Angel Fire East by Terry Brooks

Nest felt time and opportunity slipping away. It was already edging toward eight o’clock. They had little more than four hours in which to act. The weather was worsening, the streets would soon be impassable where the snowplows hadn’t reached, and even getting to where they had to go would become difficult.

Hawkeye had reappeared from wherever he had been hiding and taken up a position on the living-room couch. The hair along the ridge of his spine was spiked, and his green eyes were fierce and angry and resentful. She watched him for a time as she stood in the kitchen doorway, thinking. He must have had a close encounter with the ur’droch when it took the children out of her bedroom. He was probably lucky to be alive.

An idea came to her suddenly, but it was so strange she could barely bring herself to allow it to take shape. In fact, it was more than strange—it was anathema. Under any other circumstances, she wouldn’t have even considered it. But when you are desperate, you will go down some roads you would otherwise avoid.

“John,” she said, drawing his attention. “I’m going outside for a little bit.” She spoke quickly, before she could think better of it, before she had time to reconsider. “I’m going to try something that might help. Wait here for me.”

She pulled on her hooded parka, scarf, gloves, and boots, and she laced, buttoned, and zipped everything up tight. She could hear Ross saying something behind her, but she didn’t answer. She didn’t trust herself to do so. When she was sufficiently bundled up, she went out the back door into the night.

It was cold and snowing, but the wind had died away, and the air didn’t have last night’s bite. Sending clouds of breath ahead of her, she walked to the hedgerow at the end of her backyard and passed through the tangle of brittle limbs to where the service road lay. Lights blazed from the windows of distant houses, but it was the eyes of the feeders who quickly gathered that drew her attention. There were dozens of them, slinking through the shadows, appearing and disappearing in the swirl of falling snow. They had come to her to taste the magic she was about to unleash, sensing in that way they had what she intended to do.

Her plan was simple, if abhorrent. She intended to release Wraith and send him into the park in search of Pick. Her own efforts would be wasted, because her presence alone would not be enough to summon the sylvan from wherever he was taking shelter. Moreover, it would take time she did not have. But Wraith was all magic, and magic of that size roaming Pick’s woodland domain would alert the sylvan instantly. It would draw him out and bring him in search of her.

The problem, of course, was that this plan she had stumbled on required that she release Wraith, something she was loath to do under any circumstance and particularly where she was not personally threatened. The difficulties she faced in releasing Wraith were daunting. She did not know for certain that she could control what he might do or how far away from her he might venture once released, or if she could bring him back inside once he was out. She did not know how much energy she would have to expend on any of this, and she was looking at a night ahead when she might need that energy to stay alive.

But without Pick’s help, she did not stand a chance of bypassing any security net Findo Gask might have set in place or of finding where the children were concealed. Without Pick’s help, her chances of succeeding were minimal.

It was a risk worth taking, she decided anew, and hoped she was thinking clearly.

She found a patch of deep shadow amid a cluster of barren, dark trees and bushes near the far end of the Peterson yard and placed herself there. The feeders were clustered all about her, but she forced herself to ignore them. They were no threat to her if she stayed calm.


Copy each entry precisely as written, and do not carry over the pictures.

---

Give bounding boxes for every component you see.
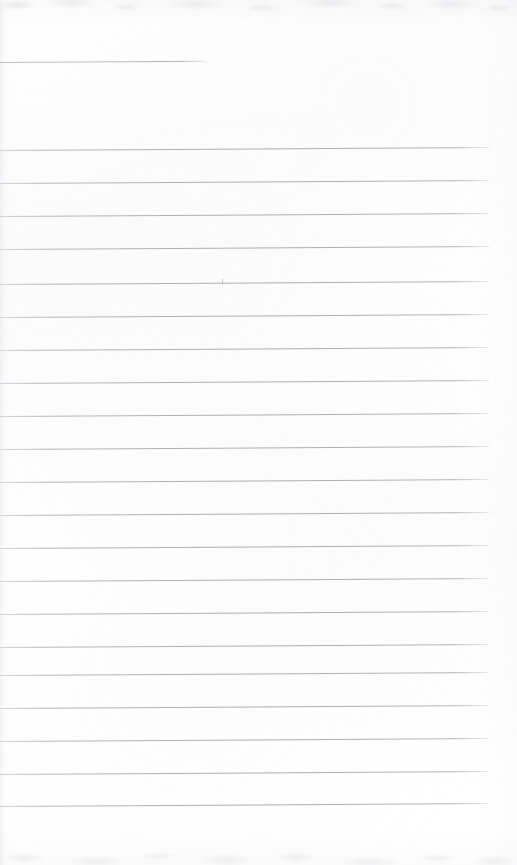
paper-surface [0, 0, 517, 865]
scanned-page [0, 0, 517, 865]
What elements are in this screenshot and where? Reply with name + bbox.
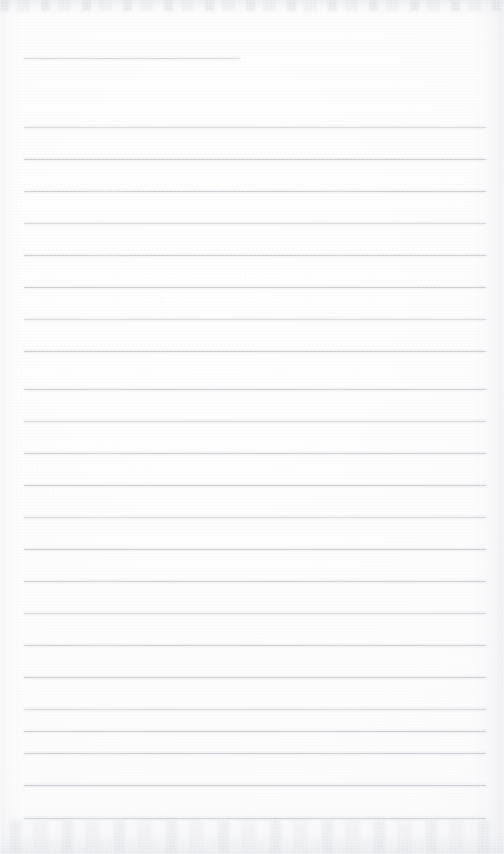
rule-line: [24, 421, 486, 422]
rule-line: [24, 223, 486, 224]
rule-line: [24, 389, 486, 390]
rule-line: [24, 319, 486, 320]
rule-line: [24, 127, 486, 128]
short-rule-line: [24, 58, 240, 59]
page-bottom-shadow: [0, 808, 504, 854]
rule-line: [24, 191, 486, 192]
rule-line: [24, 731, 486, 732]
rule-line: [24, 613, 486, 614]
scanned-page: [0, 0, 504, 854]
rule-line: [24, 581, 486, 582]
rule-line: [24, 517, 486, 518]
rule-line: [24, 549, 486, 550]
rule-line: [24, 255, 486, 256]
rule-line: [24, 159, 486, 160]
rule-line: [24, 453, 486, 454]
rule-line: [24, 753, 486, 754]
rule-line: [24, 287, 486, 288]
ruled-lines-layer: [0, 0, 504, 854]
rule-line: [24, 709, 486, 710]
rule-line: [24, 785, 486, 786]
rule-line: [24, 645, 486, 646]
rule-line: [24, 677, 486, 678]
rule-line: [24, 351, 486, 352]
rule-line: [24, 485, 486, 486]
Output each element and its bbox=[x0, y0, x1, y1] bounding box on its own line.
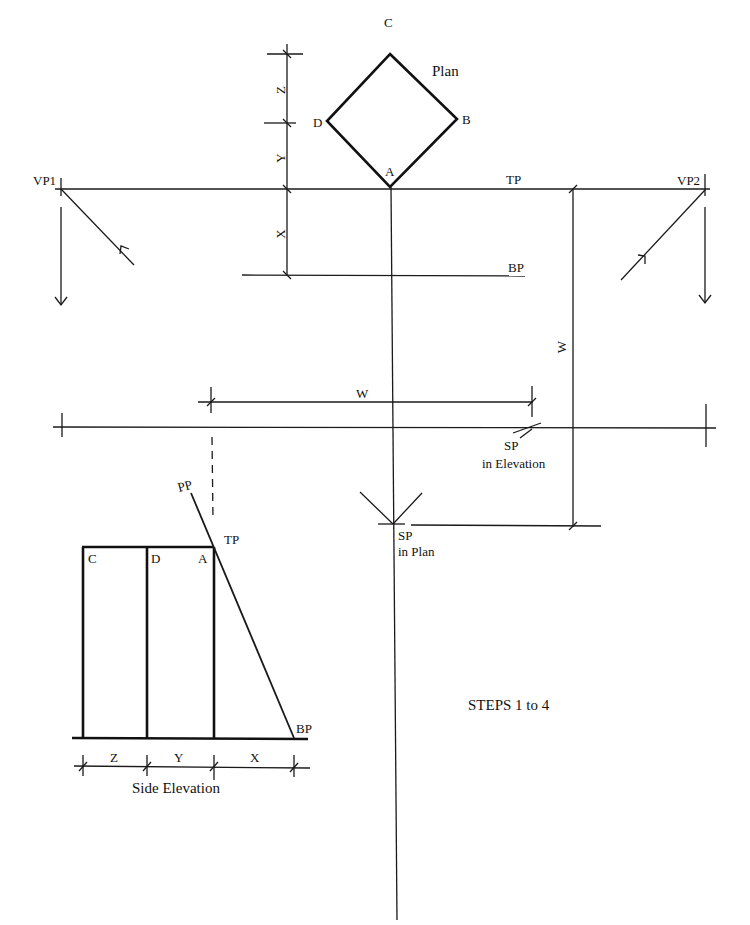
bp-line bbox=[242, 275, 525, 276]
perspective-construction-diagram: Plan C B D A TP BP Z Y X VP1 VP2 bbox=[0, 0, 750, 925]
side-dim-y-label: Y bbox=[174, 750, 184, 765]
side-bp-label: BP bbox=[296, 721, 312, 736]
dim-x-label: X bbox=[273, 229, 288, 239]
projection-dashed-line bbox=[212, 437, 213, 520]
pp-sloped-line bbox=[191, 493, 294, 738]
side-dim-z-label: Z bbox=[110, 750, 118, 765]
vp1-construction bbox=[55, 178, 134, 305]
steps-caption: STEPS 1 to 4 bbox=[468, 697, 550, 713]
bp-label: BP bbox=[508, 260, 524, 275]
sp-elevation-label-line2: in Elevation bbox=[482, 456, 546, 471]
w-vertical-dimension bbox=[569, 185, 577, 530]
elevation-horizon-line bbox=[53, 404, 716, 447]
w-vertical-label: W bbox=[554, 340, 569, 353]
vp2-construction bbox=[621, 174, 711, 303]
tp-label: TP bbox=[506, 172, 521, 187]
plan-corner-b: B bbox=[462, 112, 471, 127]
dim-y-label: Y bbox=[273, 153, 288, 163]
sp-plan-label-line1: SP bbox=[398, 528, 412, 543]
plan-title: Plan bbox=[432, 63, 459, 79]
vp1-label: VP1 bbox=[33, 173, 56, 188]
side-elevation-title: Side Elevation bbox=[132, 780, 220, 796]
side-dim-x-label: X bbox=[250, 750, 260, 765]
w-horizontal-label: W bbox=[356, 386, 369, 401]
side-tp-label: TP bbox=[224, 532, 239, 547]
vp2-label: VP2 bbox=[677, 173, 700, 188]
side-elevation-block bbox=[72, 547, 308, 739]
plan-corner-d: D bbox=[313, 115, 322, 130]
sp-elevation-label-line1: SP bbox=[504, 438, 518, 453]
dim-z-label: Z bbox=[273, 86, 288, 94]
sp-plan-marker bbox=[360, 492, 601, 526]
side-corner-d: D bbox=[151, 551, 160, 566]
plan-corner-c: C bbox=[384, 15, 393, 30]
side-corner-a: A bbox=[198, 551, 208, 566]
plan-corner-a: A bbox=[385, 164, 395, 179]
side-pp-label: PP bbox=[176, 477, 194, 495]
sp-plan-label-line2: in Plan bbox=[398, 544, 435, 559]
center-sight-line bbox=[391, 187, 397, 920]
side-corner-c: C bbox=[88, 551, 97, 566]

---

--- SOLUTION TO THIS PROBLEM ---
Give bounding boxes for every component you see.
paper-surface [0, 0, 517, 865]
scanned-page [0, 0, 517, 865]
What elements are in this screenshot and where? Reply with name + bbox.
rule-line: [24, 421, 486, 422]
rule-line: [24, 223, 486, 224]
rule-line: [24, 389, 486, 390]
rule-line: [24, 319, 486, 320]
rule-line: [24, 127, 486, 128]
short-rule-line: [24, 58, 240, 59]
page-bottom-shadow: [0, 808, 504, 854]
rule-line: [24, 191, 486, 192]
rule-line: [24, 731, 486, 732]
rule-line: [24, 613, 486, 614]
scanned-page: [0, 0, 504, 854]
rule-line: [24, 581, 486, 582]
rule-line: [24, 517, 486, 518]
rule-line: [24, 549, 486, 550]
rule-line: [24, 255, 486, 256]
rule-line: [24, 159, 486, 160]
rule-line: [24, 453, 486, 454]
rule-line: [24, 753, 486, 754]
rule-line: [24, 287, 486, 288]
ruled-lines-layer: [0, 0, 504, 854]
rule-line: [24, 709, 486, 710]
rule-line: [24, 785, 486, 786]
rule-line: [24, 645, 486, 646]
rule-line: [24, 677, 486, 678]
rule-line: [24, 351, 486, 352]
rule-line: [24, 485, 486, 486]
Output each element and its bbox=[x0, y0, x1, y1] bounding box on its own line.
bp-line bbox=[242, 275, 525, 276]
perspective-construction-diagram: Plan C B D A TP BP Z Y X VP1 VP2 bbox=[0, 0, 750, 925]
side-dim-y-label: Y bbox=[174, 750, 184, 765]
side-bp-label: BP bbox=[296, 721, 312, 736]
dim-x-label: X bbox=[273, 229, 288, 239]
projection-dashed-line bbox=[212, 437, 213, 520]
pp-sloped-line bbox=[191, 493, 294, 738]
side-dim-z-label: Z bbox=[110, 750, 118, 765]
vp1-construction bbox=[55, 178, 134, 305]
steps-caption: STEPS 1 to 4 bbox=[468, 697, 550, 713]
bp-label: BP bbox=[508, 260, 524, 275]
sp-elevation-label-line2: in Elevation bbox=[482, 456, 546, 471]
w-vertical-dimension bbox=[569, 185, 577, 530]
elevation-horizon-line bbox=[53, 404, 716, 447]
w-vertical-label: W bbox=[554, 340, 569, 353]
vp2-construction bbox=[621, 174, 711, 303]
tp-label: TP bbox=[506, 172, 521, 187]
plan-corner-b: B bbox=[462, 112, 471, 127]
dim-y-label: Y bbox=[273, 153, 288, 163]
sp-plan-label-line1: SP bbox=[398, 528, 412, 543]
plan-title: Plan bbox=[432, 63, 459, 79]
vp1-label: VP1 bbox=[33, 173, 56, 188]
side-elevation-title: Side Elevation bbox=[132, 780, 220, 796]
side-dim-x-label: X bbox=[250, 750, 260, 765]
w-horizontal-label: W bbox=[356, 386, 369, 401]
side-tp-label: TP bbox=[224, 532, 239, 547]
vp2-label: VP2 bbox=[677, 173, 700, 188]
side-elevation-block bbox=[72, 547, 308, 739]
plan-corner-d: D bbox=[313, 115, 322, 130]
sp-elevation-label-line1: SP bbox=[504, 438, 518, 453]
dim-z-label: Z bbox=[273, 86, 288, 94]
sp-plan-marker bbox=[360, 492, 601, 526]
side-corner-d: D bbox=[151, 551, 160, 566]
plan-corner-c: C bbox=[384, 15, 393, 30]
side-corner-a: A bbox=[198, 551, 208, 566]
plan-corner-a: A bbox=[385, 164, 395, 179]
side-pp-label: PP bbox=[176, 477, 194, 495]
sp-plan-label-line2: in Plan bbox=[398, 544, 435, 559]
center-sight-line bbox=[391, 187, 397, 920]
side-corner-c: C bbox=[88, 551, 97, 566]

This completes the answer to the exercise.